Investment firm Digital Transformation Capital Partners (DTCP) has launched a new data center platform.

GreenScale, launched this week, is planning to deploy 170MW of capacity across sites in Derry, Northern Ireland, and Donegal, Republic of Ireland. The company also has further development plans for an additional 300MW capacity in the Nordics, but didn’t reveal details.

GreenScale
GreenScale takes over the two Atlantic Hub sites acquired last month – GreenScale

The company is led by Dan Thomas, who has taken on the role of CEO. He joins from AtlasEdge, where he had been SVP of sales since 2021, and was previously at InterXion for a decade.

Thomas said: “GreenScale’s vision is to design, build, and operate over 1GW of capacity across Europe, enabling the industry transformation needed to provide AI, cloud, and high-performance compute environments to our customers in a sustainable way.”

He continued: “GreenScale’s data centers will leverage alternative energy sources and contribute to increased renewable developments in the market that will benefit local communities. We have already proven this in Northern Ireland, where we have started collaborating with local utility companies, governments, and renewable energy providers to ensure a robust power supply to the site. Added to this is our active involvement in the future development of new alternative offshore and onshore energy sources that will help improve the local grid overall.”

GreenScale’s two Irish sites have been inherited from Atlantic Hub, a data center developer acquired by DTCP last month. Terms of the investment were not shared.

Established in 2018, Atlantic Hub recently received planning permission for its debut campus in Derry, Northern Ireland. At full build-out, the 100MW, 12-hectare site at the Foyle Port Innovation Park in Maydown could total four buildings and 1 million sq ft (93,000 sqm) of technical space. The company is also working on a campus in County Donegal, Ireland. The 100MW campus is planned at the Letterkenny Technology Park.

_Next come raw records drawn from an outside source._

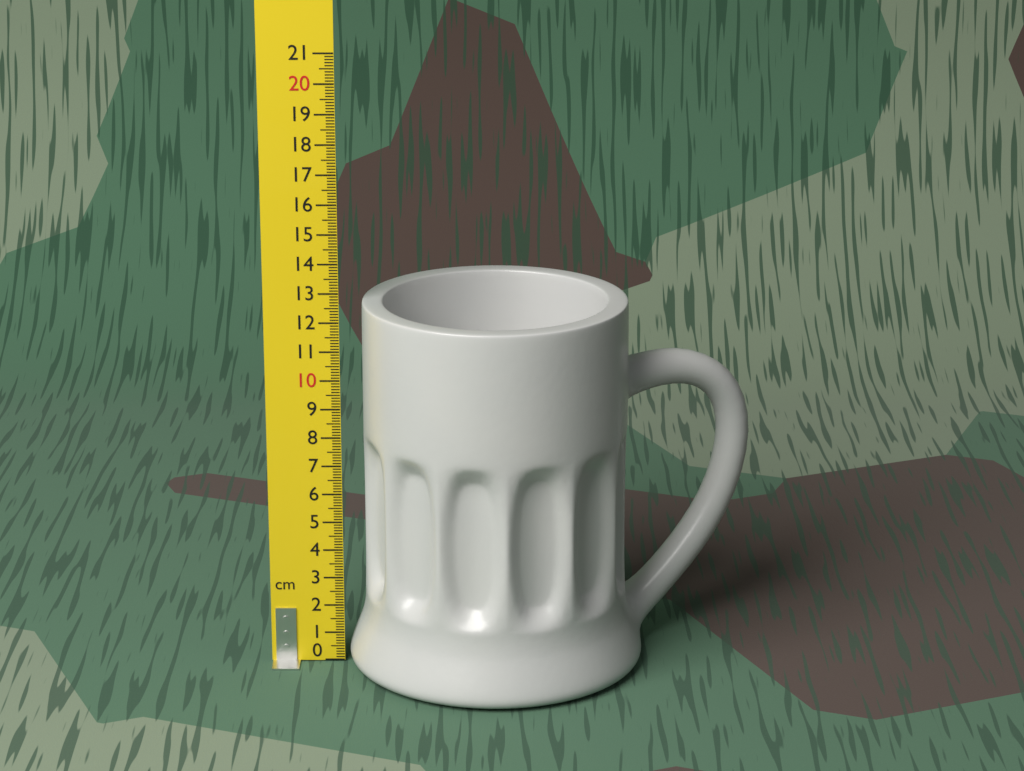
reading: 12.7 cm
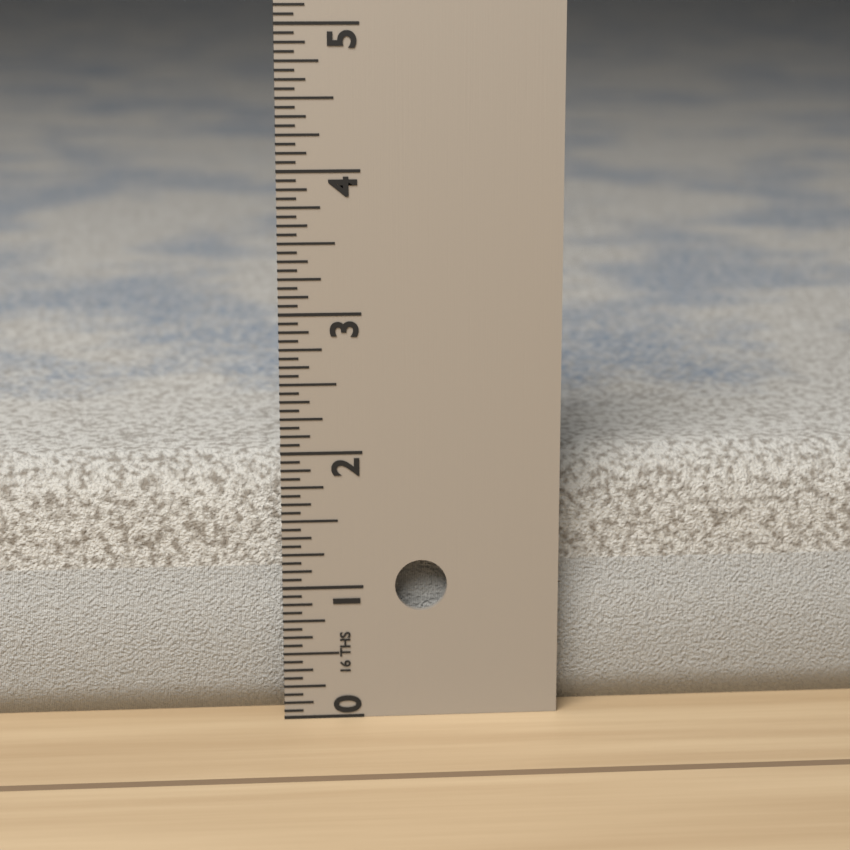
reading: 1.8750 in
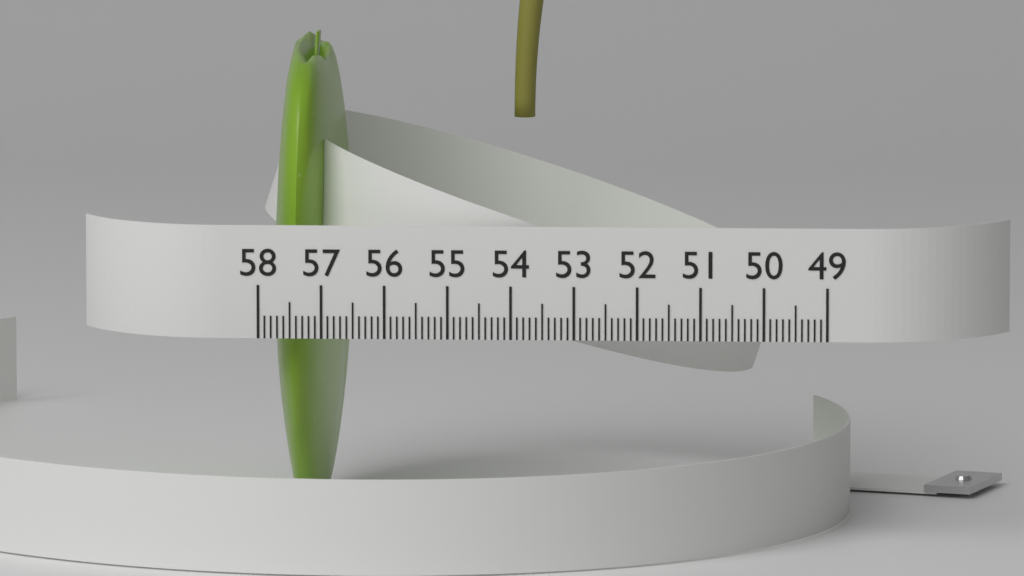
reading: 56.9 (no unit)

Timelines for development at the Irish or Nordic sites haven't been shared. The company told DCD it is yet to announce any secured customers, but discussions are ongoing.

Initially investing $1 billion, the company aims to deliver 1GW of capacity; it will offer turnkey deployments, which are fully designed, fitted, and operated by the company, as well as customized build-to-suit options. The company's own designs include air- and liquid-cooled options.

Joining Thomas is Ian Hammond as COO (previously at AtlasEdge and TomTom); Jean-Francois Berche as CTO (formerly Microsoft and AWS); Torsten Stuhl as chief development officer (previously Vantage Data Centers, Digital Realty, InterXion, and e-Shelter). Zahl Limbuwala, operating partner at DTCP, has been appointed chairman of GreenScale.

Limbuwala added: “The establishment of GreenScale recognizes the growing demand for sustainable large-scale data center capacity to satisfy the growth of Cloud and AI infrastructure. Our investment reflects DTCP’s confidence in the immense opportunities presented by these much-needed high-performance compute environments.”

DTCP was spun out of Deutsche Telekom in 2015 but retains close ties to the telco. Last month Deutsche Telekom said the company was planning to add five new hubs to its existing estate of 16 data centers through an initiative known as Project Xcalibur, which is the name GreenScale had been operating under prior to officially launching.

DTCP is an investment management firm with $3 billion in assets under management; DTCP Infra specializes in European digital infrastructure investments, including mobile towers, fiber networks, and data centers. The firm’s infrastructure investments include fiber companies Community Fibre, Cellnex Netherlands, Open Dutch Fiber, and German data center firm Maincubes.

Maincubes was founded in 2012 by German construction conglomerate Zech Group via its Art-Invest fund. DTCP acquired an undisclosed stake in the company in September 2022 and took a majority stake the following year.

Maincubes currently operates the FRA01 and FRA02 data centers in Frankfurt and another in Amsterdam in the Netherlands. The company has also announced plans for a third and fourth data center in Frankfurt and its first and second in Berlin.

Limbuwala told DCD that DTCP has decided to launch GreenScale separately from Maincubes, as opposed to expanding Maincubes into a pan-European platform, to allow the existing company to focus its expertise in Germany and create something from scratch with a different product and geographic focus.

Thomas added that all the sites GreenScale will be targeting will have "much more sizable" capacity over a five-to-ten-year period, beyond the boilerplate figures released today, which are aimed at being "day one" availability.

He said that GreenScale has been buying up powered land projects that are in early stage development with power and zoning largely secured in order to offer speed-to-market. He suggested that will be the company's strategy going forward.